1867 Total exports and imports of Canada and Newfoundland$139,202,615
1868.....................ditto ..........................................................................$139,595,615
1869.....................ditto ..........................................................................$142,240,897
1870.....................ditto ..........................................................................$161,275,538
1871.....................ditto ..........................................................................$184,852,006
1872.....................ditto ..........................................................................$205,339,943
1873.....................ditto ..........................................................................$235,301,203
Total Foreign Commerce in seven years…………. $1,207,807,817

Thus the immediate effect of the repeal of the Reciprocity Treaty was to draw the British provinces into closer union; while, as appears from official returns, the interchange of traffic, which from 1820 to 1866 had been largely in favor of the States, underwent so great a change from 1866 to 1873 as to show a balance against the United States, and it favor of Canada, in value $51,875,008. wheat, flour, provisions, and other articles, which were formerly sold to New York and Boston houses, are now sent through Canadians channels, direct to the maritime provinces to Newfoundland, the West Indies, South America, and to Great Britain; and Canada thus enters into competition with the United States in its own foreign markets. Mr E.H. Derby, special commissioner of the Untied States, Treasury, makes this admission as to the effect of the treaty on a single port: - "The commerce of Boston affected by the Reciprocity Treaty exceeds $27,000,000 annually, namely,, - import from and exports to the maritime provinces, $6,000,000; outfits and returns in deep-sea fisheries, $11,000,000; imports of wool, grain, and animals across the frontier of Canada and entered there, with returns, at least $10,000,000." With the union of the maritime provinces to those on the St Lawrence, Canada has passed from the condition of an inland colony, dependent on the good will or the interested aims of a foreign rival, to the position of the fifth maritime nation of the world. The fisheries more than all else have laid the foundation of the industrial progress of the eastern provinces, and in the men who now sail their fishing fleets Canada has acquired the elements of a powerful marine, which, in any national exigency, will be found to add no less to the defensive strength of the Dominion, than it now does to its commercial enterprise.

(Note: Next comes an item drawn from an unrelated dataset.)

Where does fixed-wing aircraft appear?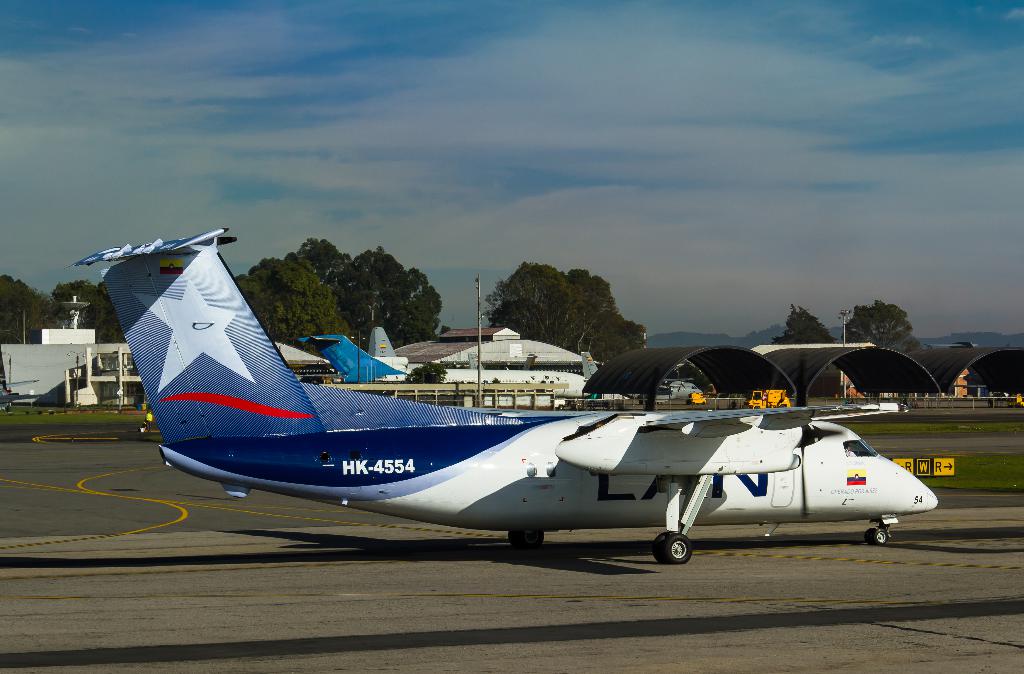
Appears at rect(0, 350, 37, 411).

By right of seniority the province of Quebec claims the first place among the sister provinces of the Dominion, though Nova Scotia may dispute with her the claim of earliest settlement. Among the cities of the Dominion it is probable also that Montreal will retain the pre-eminence by reason of the unparalleled advantages of her geographical position for commercial purposes. In numbers, wealth, and productive industry, however, the foremost rank is at present due to the province of Ontario. Referring to separate articles for a detailed description of each province, we confine ourselves here to what concerns the Dominion as a whole.